Jason Rezaian, a Washington Post reporter who was himself arrested by the IRGC and held for over a year, emphasised that kidnapping dual nationals is a core element of Iranian foreign policy because “the main point of contact between Iranian society and other countries has become dual nationals working in different fields.” Commenting on Dr. Chavoshi’s case, he stated “unfortunately, I think the real truth here is that she was making facts known to the world that, for whatever reason, the Islamic Republic establishment deems unacceptable.”

This is only half the story, however. Iran under the Islamic regime often appears to relate to the world via blackmail, of which kidnapping foreign nationals is an essential part. Dual nationals arrested as “hostages” can then be traded for policy concessions or a huge ransom. Meanwhile, the implementation of the JCPOA nuclear deal in 2016 was accompanied by arrangements whereby four Americans held by the Iranians were released simultaneously with the supply of US$400million in cash, though the Obama Administration denied this was a direct “tit-for-tat” arrangement.

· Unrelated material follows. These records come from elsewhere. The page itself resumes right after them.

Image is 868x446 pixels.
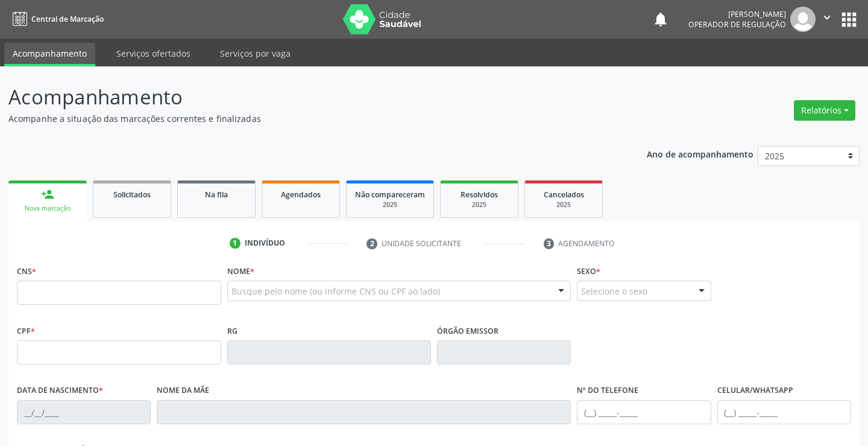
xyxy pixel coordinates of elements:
span: Cancelados [544,190,584,200]
input: __/__/____ [17,400,150,424]
div: [PERSON_NAME] [689,9,786,20]
span: Central de Marcação [31,14,104,24]
a: Serviços por vaga [211,43,299,64]
p: Ano de acompanhamento [647,146,753,161]
label: Nome [227,262,254,280]
i:  [820,11,834,24]
span: Solicitados [113,190,150,200]
div: 2025 [355,200,425,209]
div: person_add [41,188,54,201]
label: Nome da mãe [157,381,209,400]
p: Acompanhe a situação das marcações correntes e finalizadas [8,112,604,125]
div: 2025 [534,200,594,209]
label: RG [227,321,237,340]
p: Acompanhamento [8,82,604,112]
button: apps [838,9,860,30]
a: Central de Marcação [8,9,104,29]
span: Operador de regulação [689,20,786,30]
span: Agendados [281,190,321,200]
div: 1 [230,237,240,249]
input: (__) _____-_____ [577,400,711,424]
img: img [791,7,816,32]
a: Serviços ofertados [108,43,199,64]
span: Busque pelo nome (ou informe CNS ou CPF ao lado) [232,285,440,297]
span: Resolvidos [461,190,498,200]
label: Órgão emissor [437,321,499,340]
span: Na fila [205,190,228,200]
div: Nova marcação [17,204,79,213]
label: Celular/WhatsApp [718,381,793,400]
div: Indivíduo [245,237,285,249]
label: CNS [17,262,36,280]
span: Selecione o sexo [581,285,648,297]
span: Não compareceram [355,190,425,200]
button: Relatórios [794,100,855,121]
a: Acompanhamento [4,43,95,66]
label: CPF [17,321,35,340]
button:  [816,7,838,32]
label: Nº do Telefone [577,381,638,400]
label: Data de nascimento [17,381,103,400]
input: (__) _____-_____ [718,400,851,424]
button: notifications [652,11,669,28]
label: Sexo [577,262,600,280]
div: 2025 [449,200,509,209]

As Australia undertakes a review of its support for the Joint Comprehensive Plan of Action (JCPOA), the Iranian nuclear deal, it must not allow the IRGC to dictate its policies by kidnapping its citizens. Iran is a rogue nation, and should be treated like one. Bad enough that it hosts Al-Qaeda and supports the Taliban, among a host of other terrorist groups around the world, or that it plans terrorist attacks and assassinations on foreign soil. The kidnapping of an Australian researcher should serve as a wake-up call.